Simplify, Simplify: Witchcraft and Consumerism, Part One
The commodification of witchcraft has left the field at large with a lot of issues-- cultural appropriation and exploitation of various persons in the sourcing of crystals and other materia are some of the most notable. It would be a fool's effort to try and sum up all the problems with the industry in one post, so for now, I'll just talk about the one that drives me up the wall the most-- the oversimplification and watering down of various concepts in witchcraft.
Now, I'm coming at this from a folkloric/traditional witchcraft perspective, so what I say may not apply to your personal methodology. As it is with any tirade, YMMV; take what's useful, leave the rest.
Long post under the cut :)
People who write witchcraft books for mass consumption (so, not like Three Hands Press, I'm talking about your standard Barnes and Noble book) are very invested in making their writing accessible to as many people as possible. Often, that means cutting out materials that may put people off of reading-- the inclusion of the devil, for example. But in the process, the pendulum swings completely in the other direction, and the book becomes less about a personal practice and more about misrepresenting historical fact.
Saying that the devil is not a part of your practice is all well and good.
Saying that the devil was never a part of anybody's practice, through the entirety of history, is both an oversimplification and inaccurate.

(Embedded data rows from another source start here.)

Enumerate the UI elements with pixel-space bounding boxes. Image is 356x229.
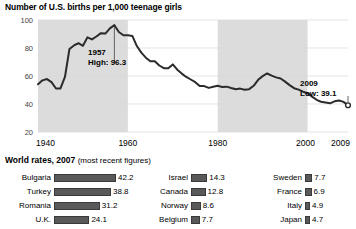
world-rate-bar — [54, 202, 100, 210]
world-rate-value: 8.6 — [201, 201, 214, 210]
annotation-high-year: 1957 — [88, 48, 126, 58]
world-rate-value: 7.7 — [200, 215, 213, 224]
world-rate-country: Israel — [146, 173, 191, 182]
world-rate-country: Sweden — [260, 173, 305, 182]
world-rate-value: 24.1 — [89, 215, 107, 224]
y-axis-label-20: 20 — [25, 128, 33, 137]
world-rate-country: Italy — [260, 201, 305, 210]
world-rate-bar — [191, 202, 201, 210]
annotation-low-value: Low: 39.1 — [300, 89, 336, 99]
world-rates-heading: World rates, 2007 (most recent figures) — [5, 155, 151, 165]
world-rate-row: U.K.24.1 — [4, 213, 144, 226]
world-rate-value: 4.7 — [310, 215, 323, 224]
world-rate-bar — [191, 174, 207, 182]
world-rates-table: Bulgaria42.2Turkey38.8Romania31.2U.K.24.… — [0, 171, 356, 227]
x-axis-label-2000: 2000 — [296, 138, 315, 148]
world-rates-column-1: Bulgaria42.2Turkey38.8Romania31.2U.K.24.… — [4, 171, 144, 227]
world-rate-country: Japan — [260, 215, 305, 224]
infographic-root: Number of U.S. births per 1,000 teenage … — [0, 0, 356, 229]
world-rates-heading-main: World rates, 2007 — [5, 155, 75, 165]
world-rate-value: 12.8 — [206, 187, 224, 196]
world-rate-country: Canada — [146, 187, 191, 196]
world-rate-country: Belgium — [146, 215, 191, 224]
world-rate-row: Belgium7.7 — [146, 213, 258, 226]
annotation-low: 2009 Low: 39.1 — [300, 79, 336, 98]
y-axis-label-60: 60 — [25, 72, 33, 81]
world-rate-row: Sweden7.7 — [260, 171, 354, 184]
y-axis-label-80: 80 — [25, 44, 33, 53]
world-rate-bar — [305, 174, 312, 182]
world-rate-row: Bulgaria42.2 — [4, 171, 144, 184]
world-rate-value: 42.2 — [116, 173, 134, 182]
world-rate-value: 38.8 — [111, 187, 129, 196]
world-rate-country: France — [260, 187, 305, 196]
world-rate-row: Romania31.2 — [4, 199, 144, 212]
world-rates-column-3: Sweden7.7France6.9Italy4.9Japan4.7 — [260, 171, 354, 227]
world-rate-bar — [54, 216, 89, 224]
world-rate-country: Romania — [4, 201, 54, 210]
x-axis-label-2009: 2009 — [331, 138, 350, 148]
world-rate-row: Norway8.6 — [146, 199, 258, 212]
world-rate-value: 31.2 — [100, 201, 118, 210]
world-rate-row: Japan4.7 — [260, 213, 354, 226]
world-rates-heading-note: (most recent figures) — [78, 156, 151, 165]
world-rate-bar — [191, 216, 200, 224]
world-rate-value: 4.9 — [310, 201, 323, 210]
world-rate-row: Turkey38.8 — [4, 185, 144, 198]
world-rate-country: Turkey — [4, 187, 54, 196]
world-rate-row: Canada12.8 — [146, 185, 258, 198]
world-rate-row: Italy4.9 — [260, 199, 354, 212]
world-rate-value: 7.7 — [312, 173, 325, 182]
world-rate-country: Bulgaria — [4, 173, 54, 182]
world-rate-country: U.K. — [4, 215, 54, 224]
x-axis-label-1940: 1940 — [36, 138, 55, 148]
world-rate-bar — [191, 188, 206, 196]
world-rate-country: Norway — [146, 201, 191, 210]
y-axis-label-40: 40 — [25, 100, 33, 109]
world-rates-column-2: Israel14.3Canada12.8Norway8.6Belgium7.7 — [146, 171, 258, 227]
x-axis-label-1960: 1960 — [118, 138, 137, 148]
world-rate-bar — [54, 188, 111, 196]
annotation-high: 1957 High: 96.3 — [88, 48, 126, 67]
y-axis-label-100: 100 — [20, 16, 33, 25]
world-rate-row: France6.9 — [260, 185, 354, 198]
page-title: Number of U.S. births per 1,000 teenage … — [5, 2, 182, 12]
x-axis-label-1980: 1980 — [208, 138, 227, 148]
data-point-marker-2009 — [346, 103, 351, 108]
annotation-high-value: High: 96.3 — [88, 58, 126, 68]
annotation-low-year: 2009 — [300, 79, 336, 89]
world-rate-row: Israel14.3 — [146, 171, 258, 184]
world-rate-value: 14.3 — [207, 173, 225, 182]
world-rate-value: 6.9 — [312, 187, 325, 196]
world-rate-bar — [54, 174, 116, 182]
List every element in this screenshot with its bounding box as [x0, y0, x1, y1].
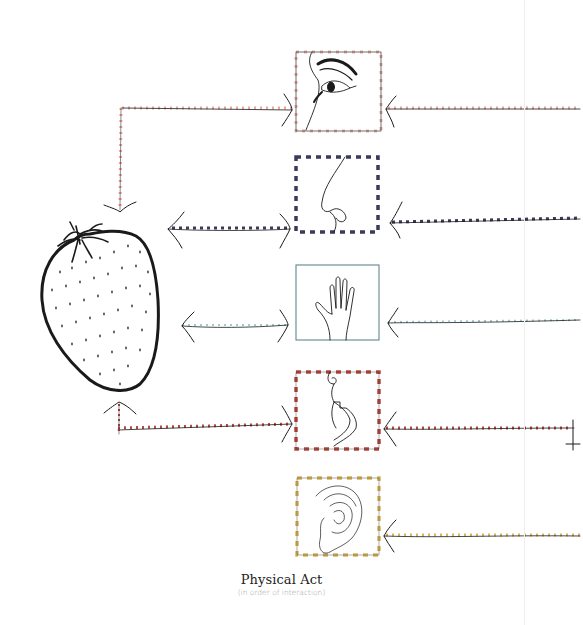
- sense-hearing: [297, 478, 580, 555]
- sense-touch: [182, 265, 580, 342]
- sense-sight: [104, 52, 580, 212]
- sense-taste: [104, 372, 580, 450]
- hand-box: [296, 265, 379, 340]
- sense-diagram: [0, 0, 583, 625]
- caption-subtitle: (in order of interaction): [0, 588, 583, 597]
- eye-icon: [306, 52, 356, 130]
- hand-icon: [316, 277, 354, 340]
- sense-smell: [168, 157, 580, 248]
- strawberry-seeds: [51, 245, 151, 386]
- strawberry-leaves: [58, 222, 108, 262]
- nose-box: [296, 157, 378, 232]
- diagram-canvas: Physical Act (in order of interaction): [0, 0, 583, 625]
- nose-icon: [322, 157, 346, 232]
- strawberry-icon: [42, 222, 159, 390]
- ear-icon: [316, 486, 362, 553]
- ear-box: [297, 478, 379, 555]
- page-divider: [524, 0, 525, 625]
- caption-title: Physical Act: [0, 572, 583, 587]
- mouth-icon: [328, 372, 356, 446]
- caption: Physical Act (in order of interaction): [0, 572, 583, 597]
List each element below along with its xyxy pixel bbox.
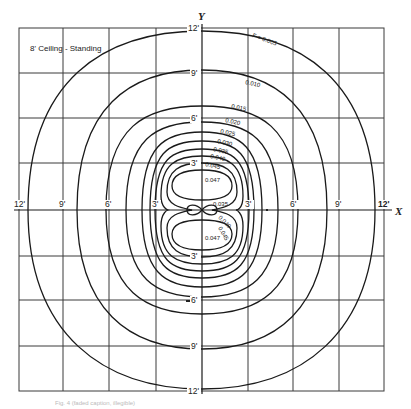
y-tick: 6' — [191, 113, 198, 123]
contour-label: F = 0.005 — [252, 32, 279, 47]
marker — [186, 300, 190, 302]
contour-label: 0.040 — [210, 153, 227, 162]
contour-label: 0.030 — [217, 138, 234, 147]
x-tick: 12' — [14, 199, 25, 209]
y-tick: 3' — [191, 251, 198, 261]
contour-label: 0.035 — [213, 201, 229, 207]
x-tick: 12' — [378, 199, 389, 209]
x-tick: 6' — [105, 199, 112, 209]
x-tick: 9' — [335, 199, 342, 209]
marker — [266, 209, 268, 211]
contour-label: 0.047 — [205, 177, 221, 183]
chart-title: 8' Ceiling - Standing — [30, 44, 101, 53]
x-tick: 9' — [59, 199, 66, 209]
y-tick: 9' — [191, 68, 198, 78]
axes: X Y — [14, 10, 403, 394]
figure-caption: Fig. 4 (faded caption, illegible) — [55, 400, 135, 406]
x-tick: 3' — [245, 199, 252, 209]
y-tick: 9' — [191, 341, 198, 351]
y-axis-label: Y — [198, 10, 206, 22]
contour-label: 0.045 — [205, 161, 222, 170]
y-tick: 6' — [191, 295, 198, 305]
contour-chart: X Y 12' 9' 6' 3' — [0, 0, 411, 409]
x-axis-label: X — [394, 205, 403, 217]
contour-label: 0.047 — [205, 235, 221, 241]
x-tick: 6' — [290, 199, 297, 209]
x-tick: 3' — [152, 199, 159, 209]
y-tick: 12' — [188, 386, 199, 396]
y-tick: 3' — [191, 158, 198, 168]
y-tick: 12' — [188, 23, 199, 33]
contour-label: 0.015 — [231, 103, 248, 112]
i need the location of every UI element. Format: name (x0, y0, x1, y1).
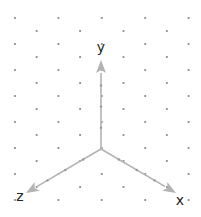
grid-dot (14, 121, 16, 123)
grid-dot (122, 134, 124, 136)
grid-dot (36, 82, 38, 84)
grid-dot (101, 199, 103, 201)
grid-dot (36, 134, 38, 136)
z-axis-label: z (16, 188, 23, 204)
grid-dot (79, 186, 81, 188)
grid-dot (188, 95, 190, 97)
grid-dot (79, 82, 81, 84)
grid-dot (188, 17, 190, 19)
axis-tick (118, 158, 120, 160)
grid-dot (188, 43, 190, 45)
grid-dot (79, 30, 81, 32)
grid-dot (122, 108, 124, 110)
grid-dot (188, 69, 190, 71)
grid-dot (14, 147, 16, 149)
grid-dot (101, 17, 103, 19)
grid-dot (14, 69, 16, 71)
grid-dot (166, 30, 168, 32)
grid-dot (79, 134, 81, 136)
axis-tick (136, 169, 138, 171)
grid-dot (57, 199, 59, 201)
grid-dot (79, 56, 81, 58)
grid-dot (101, 173, 103, 175)
grid-dot (36, 56, 38, 58)
x-axis-label: x (176, 192, 184, 208)
grid-dot (188, 121, 190, 123)
grid-dot (188, 147, 190, 149)
axes: x y z (16, 39, 184, 208)
grid-dot (122, 186, 124, 188)
grid-dot (166, 82, 168, 84)
grid-dot (166, 108, 168, 110)
grid-dot (14, 95, 16, 97)
isometric-axes-diagram: x y z (0, 0, 201, 217)
grid-dot (166, 56, 168, 58)
grid-dot (36, 30, 38, 32)
grid-dot (122, 30, 124, 32)
grid-dot (144, 95, 146, 97)
grid-dot (144, 17, 146, 19)
grid-dot (166, 160, 168, 162)
grid-dot (144, 69, 146, 71)
z-axis: z (16, 149, 101, 204)
axis-tick (82, 158, 84, 160)
grid-dot (57, 17, 59, 19)
y-axis: y (96, 39, 106, 149)
x-axis: x (101, 149, 184, 208)
grid-dot (57, 95, 59, 97)
y-axis-label: y (97, 39, 105, 55)
grid-dot (188, 199, 190, 201)
grid-dot (36, 108, 38, 110)
grid-dot (79, 108, 81, 110)
grid-dot (144, 199, 146, 201)
axis-tick (100, 105, 102, 107)
y-arrowhead-icon (96, 60, 106, 73)
grid-dot (188, 173, 190, 175)
grid-dot (57, 69, 59, 71)
grid-dot (36, 160, 38, 162)
grid-dot (166, 134, 168, 136)
x-arrowhead-icon (162, 182, 176, 193)
axis-tick (100, 84, 102, 86)
grid-dot (144, 147, 146, 149)
axis-tick (100, 127, 102, 129)
axis-tick (46, 179, 48, 181)
grid-dot (14, 43, 16, 45)
axis-tick (153, 179, 155, 181)
grid-dot (57, 121, 59, 123)
grid-dot (14, 173, 16, 175)
grid-dot (122, 56, 124, 58)
grid-dot (14, 17, 16, 19)
grid-dot (144, 121, 146, 123)
grid-dot (57, 147, 59, 149)
grid-dot (144, 43, 146, 45)
grid-dot (57, 43, 59, 45)
grid-dot (122, 82, 124, 84)
axis-tick (64, 169, 66, 171)
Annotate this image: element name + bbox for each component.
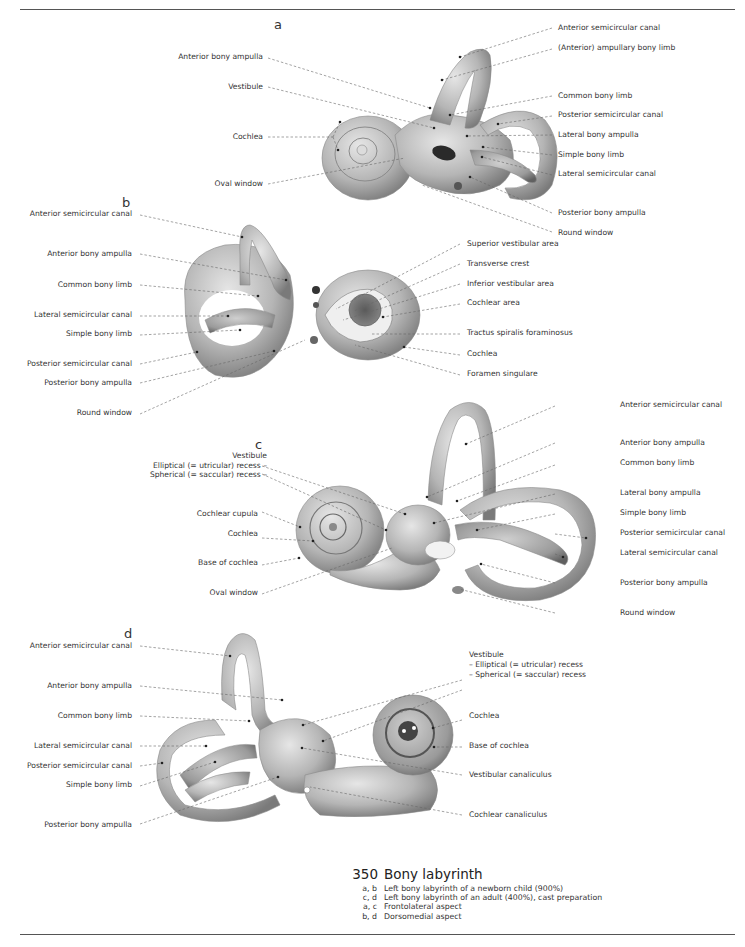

For many people in the past (and many today), it's an important part of their craft.
Another example of this is the oft-used device of the "correspondence list." Humans like to categorize things and put them in boxes. This, of course, falls apart when you realize that plants, like all other things, are complicated. Even with a clean system of planetary categorization, one planet could fall under multiple categories-- dandelions, for instance, being both Solar and Saturnian in appearance, growing habits and occult usage. And this is all assuming that the people who came up with that method of categorization were correct in a testable way! People make up correspondences out of whole cloth all the time (see also: the wild discrepancy between medieval crystal uses and post-New Age crystal uses).
But nobody wants to read a wall of text about any of that, so all dandelion ends up getting is a little box in a spreadsheet that reads "purification, protection, wishes."
Or how about this? I've seen at least a few books (and blogs, for that matter) that say that the "consorting with spirits" part of witchcraft is optional. And that may be true if one happens to be doing Chaos Magic or a similar mode of practice. But if one tries to apply that to folkloric witchcraft, that just turns into a dead end. Spirits and spirit work are pretty integral to that facet of witchcraft. The author does not bother, in most cases, to make the distinction, and often puts multiple styles of witchcraft and/or magic usage into a single umbrella category.
All of these examples stem from the same root issue-- the author wanting to simplify a complex concept, or sanitize it, or otherwise make it suitable for mass consumption. But in the process, the information that they're trying to convey becomes so bowdlerized that its occult functionality is drastically reduced. Now, I'm not saying that it's a bad thing to care about accessibility for your readers, nor am I saying every witchcraft book needs to be super academic and hard to read. What I am saying is that simplified material becomes limiting when you want to start exploring the concepts presented in greater complexity or use them as jumping-off points to do your own research.
Watered down information doesn't help anybody. It doesn't help them build their own practice, it doesn't help them research, and it definitely doesn't help them when they actually want to go do some magic. What is required, instead, is to read with a critical eye, recognize when something requires a more in-depth exploration, and not to take what one reads in any book at face value.
Listen, I've always loved the UK, the culture and the more progressive and multicultural aspects of it. But let's not pull the wool over our own eyes here: it is, to this day, a profoundly classist society with the biggest colonial past. Where despicable men like Johnson can do their worst basically unopposed, because they're rich and went to an elite school.
There's no actual separation of church and state (the monarch is the head of the Anglican Church) and the Upper House (The House of Lords) is made entirely of unelected people.
Plus, the political game is swamped in this illusion of objectivity, à la "they're all the same" promoted by the British press, where you don't talk about political ideas anymore and instead you work on character assassination of the opposing political leader. (Murdoch's ghoulish paparazzi taught you this).
Plus, the tokenism of particular interest groups is more important than having a movement who looks for solutions to the very real problems you guys have to face.
And you discourage young people to step up, because when they show even a bit of passion more than you like, you immediately accuse them of being a "cult". That's very Tory of you, I must say. You're the reasonable ones at all times, aren't you? Even in a debacle like this, that's the only thing you care about.
I don't know where I was going with this. It's not like there's someone out there who would listen to me, right? It's just that I see you going over the edge of a cliff, you're collectively going for a stroll to Beachy Head and I can't do anything to stop you.
If I'm going to snap, I want to snap into something akin to Donald Duck. Because really, nothing—and I mean nothing—is scarier than how how Donald snapped and what he did when he became angry.